The aim of this work is to enable quadrupedal robots to mount skateboards using Reverse Curriculum Reinforcement Learning. Although prior work has demonstrated skateboarding for quadrupeds that are already positioned on the board, the initial mounting phase still poses a significant challenge. A goal-oriented methodology was adopted, beginning with the terminal phases of the task and progressively increasing the complexity of the problem definition to approximate the desired objective. The learning process was initiated with the skateboard rigidly fixed within the global coordinate frame and the robot positioned directly above it. Through gradual relaxation of these initial conditions, the learned policy demonstrated robustness to variations in skateboard position and orientation, ultimately exhibiting a successful transfer to scenarios involving a mobile skateboard. The code, trained models, and reproducible examples are available at the following link: https://github.com/dancher00/quadruped-skateboard-mounting
Paper Structure (13 sections, 6 equations, 3 figures, 2 tables)

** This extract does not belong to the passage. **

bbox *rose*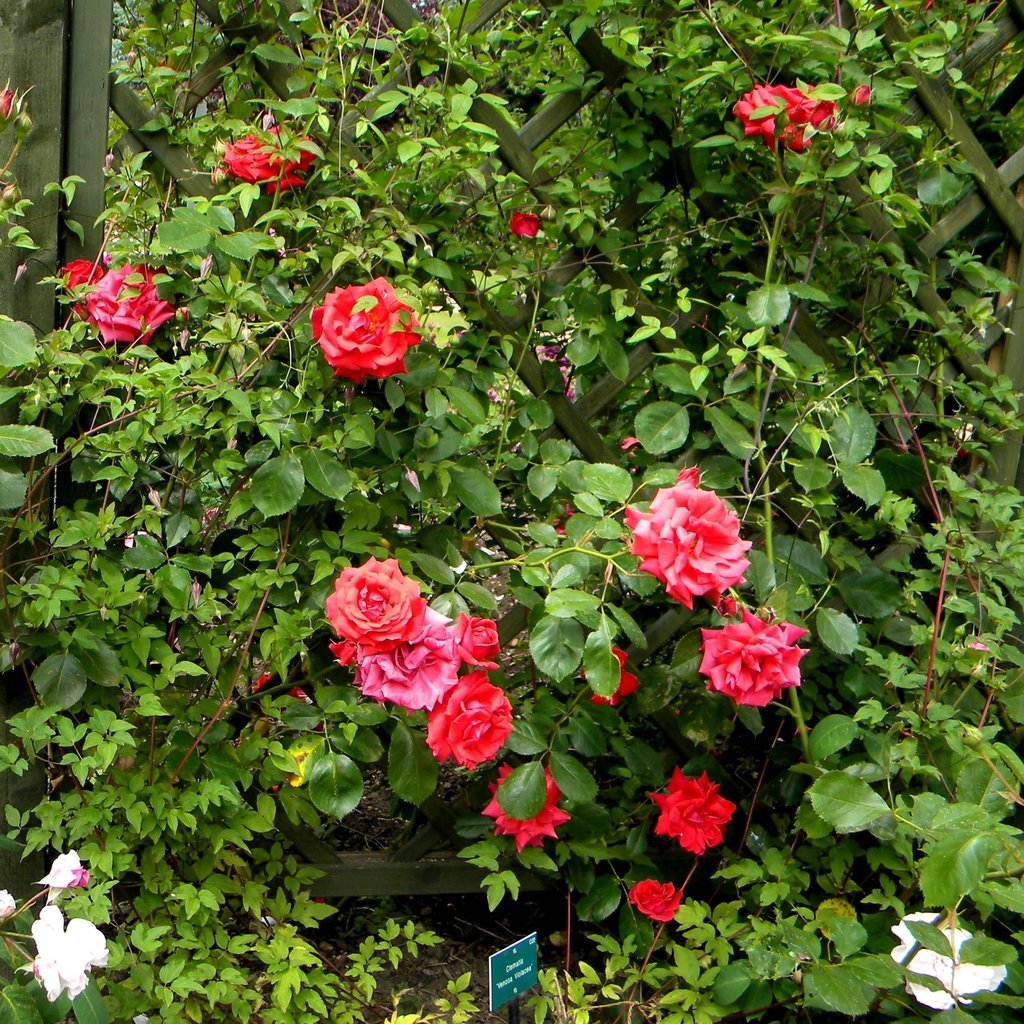
region(79, 260, 179, 344)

This paper contains 13 sections, 6 equations, 3 figures, 2 tables.

Figures (3)

  • Figure 1: Unitree A1 quadrupedal robot on a skateboard. Autonomous mounting, i.e. climbing on the board, is a challenging problem, and was not yet considered.
  • Figure 2: Training performance curves across different curriculum stages for the quadruped skateboard mounting task, showing mean episode reward versus learning iterations
  • Figure 3: Sequence of the quadrupedal robot skateboard mounting process. Unitree A1 progresses from (a) initial approach to (f) fully mounted state.